Since the beginning of this decade, banana exports by ACP countries, as a whole, to the EU have been growing significantly; moreover, recent developments show that they have been able to take advantage, probably more than many had anticipated, of the quota- and duty-free access to the EU market thanks to the implementation of the Economic Partnership Agreements. The extent to which the recent trade agreements signed by the EU and the Andean and Central American countries will have a negative impact on ACP exports will depend on these countries’ capacity to continue to improve the market competitiveness of their bananas, in terms of product qualities and efficient logistical infrastructures. In this respect, making an effective use of the financial resources made available by the EU in the framework of the December 2009 WTO deal will probably prove to be a crucial factor.

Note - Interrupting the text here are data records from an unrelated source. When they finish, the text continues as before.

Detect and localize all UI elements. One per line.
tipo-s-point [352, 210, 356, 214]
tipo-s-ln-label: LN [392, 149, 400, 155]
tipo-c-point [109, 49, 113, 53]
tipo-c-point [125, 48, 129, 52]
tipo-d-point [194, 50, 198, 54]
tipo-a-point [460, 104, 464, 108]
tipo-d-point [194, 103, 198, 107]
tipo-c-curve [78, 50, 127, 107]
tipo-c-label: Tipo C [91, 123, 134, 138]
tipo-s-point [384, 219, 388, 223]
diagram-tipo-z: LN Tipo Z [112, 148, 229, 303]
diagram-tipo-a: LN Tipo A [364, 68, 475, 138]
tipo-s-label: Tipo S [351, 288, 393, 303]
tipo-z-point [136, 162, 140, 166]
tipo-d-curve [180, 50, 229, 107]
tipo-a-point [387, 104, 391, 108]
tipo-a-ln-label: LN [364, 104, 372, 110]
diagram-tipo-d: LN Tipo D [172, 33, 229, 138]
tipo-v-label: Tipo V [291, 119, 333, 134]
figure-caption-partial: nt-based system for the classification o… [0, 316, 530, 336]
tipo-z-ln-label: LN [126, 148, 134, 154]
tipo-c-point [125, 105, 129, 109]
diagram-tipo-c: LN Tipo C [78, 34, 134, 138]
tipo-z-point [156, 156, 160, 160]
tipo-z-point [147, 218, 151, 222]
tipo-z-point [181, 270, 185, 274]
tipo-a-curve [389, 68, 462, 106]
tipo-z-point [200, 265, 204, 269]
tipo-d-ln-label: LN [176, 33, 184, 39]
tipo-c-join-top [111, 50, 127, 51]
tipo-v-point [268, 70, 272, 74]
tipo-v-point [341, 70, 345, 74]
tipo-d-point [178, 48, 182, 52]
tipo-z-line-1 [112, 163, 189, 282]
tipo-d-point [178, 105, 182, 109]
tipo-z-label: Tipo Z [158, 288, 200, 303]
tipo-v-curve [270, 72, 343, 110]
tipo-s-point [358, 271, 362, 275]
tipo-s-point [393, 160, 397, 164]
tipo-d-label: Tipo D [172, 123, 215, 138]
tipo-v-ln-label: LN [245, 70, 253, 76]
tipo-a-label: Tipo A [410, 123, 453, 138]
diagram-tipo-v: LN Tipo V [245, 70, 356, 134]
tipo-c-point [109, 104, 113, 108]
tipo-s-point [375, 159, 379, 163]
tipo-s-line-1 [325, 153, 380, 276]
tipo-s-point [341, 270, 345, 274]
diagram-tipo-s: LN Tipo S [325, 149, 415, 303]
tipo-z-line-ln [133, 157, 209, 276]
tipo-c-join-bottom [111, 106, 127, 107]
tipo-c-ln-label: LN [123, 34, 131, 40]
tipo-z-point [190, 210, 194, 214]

Originally the negotiations involved all four member countries of the CAN (Comunidad Andina de Naciones); however, Bolivia pulled out from the negotiations in 2007 and Ecuador ‘suspended’ its participation in 2009. Ecuador being the largest exporter of bananas to the EU, an agreement similar to that signed by Colombia and Peru would bring considerable benefits to its banana industry. Not surprisingly, in fact, after Colombia and Peru had concluded the agreement, Ecuador declared an interest in resuming negotiations with the EU. Yet such a development would hardly be in the interest of the other exporters to the EU, which would prefer an agreement between the latter and Ecuador not to materialize, as this would either reduce the preferential margin which they have just secured (the eight Andean and Central American countries), or further reduce the competitiveness of their banana exports to the EU (ACP countries and the other MFN exporters, such as Brazil).

References:
G. Anania (2010), “EU Economic Partnership Agreements and WTO Negotiations. A Quantitative Assessment of Trade Preference Granting and Erosion in the Banana Market”, Food Policy, (35), 2, 2010, pp. 140-153.
G. Anania (2010),“The implications for bananas of the recent trade agreements between the EU and Andean and Central American countries”, Policy Brief Number 5, International Center for Trade and Sustainable Development.

Note:
1.
For all countries, when recent developments in their banana exports to the EU are used to forecast future developments, one should keep in mind that in recent years they have been subject to two major changes in the EU import regime for bananas, with opposite effects on their competitiveness: the introduction, on 1 January 2006, of the ‘tariff only’ import regime for bananas originating in MFN countries, and, on 1 January 2008, of the — and quota — free regime for ACP countries’ exports. back to text
  

  

G. Anania is Professor in the Department of Economics and Statistics at the University of Calabria, Italy. His fields of interest are: International Trade, Agricultural Policy, Analysis and Agricultural Policies of the EU, Agricultural and trade policy modelling and WTO negotiations on Agriculture. Among others, he has been a consultant for various international organizations and governments agencies such as the European Union, the Italian National Institute of Agricultural Economics (INEA) or the FAO. He holds a PhD in Agricultural Economics from the University of California, Davis.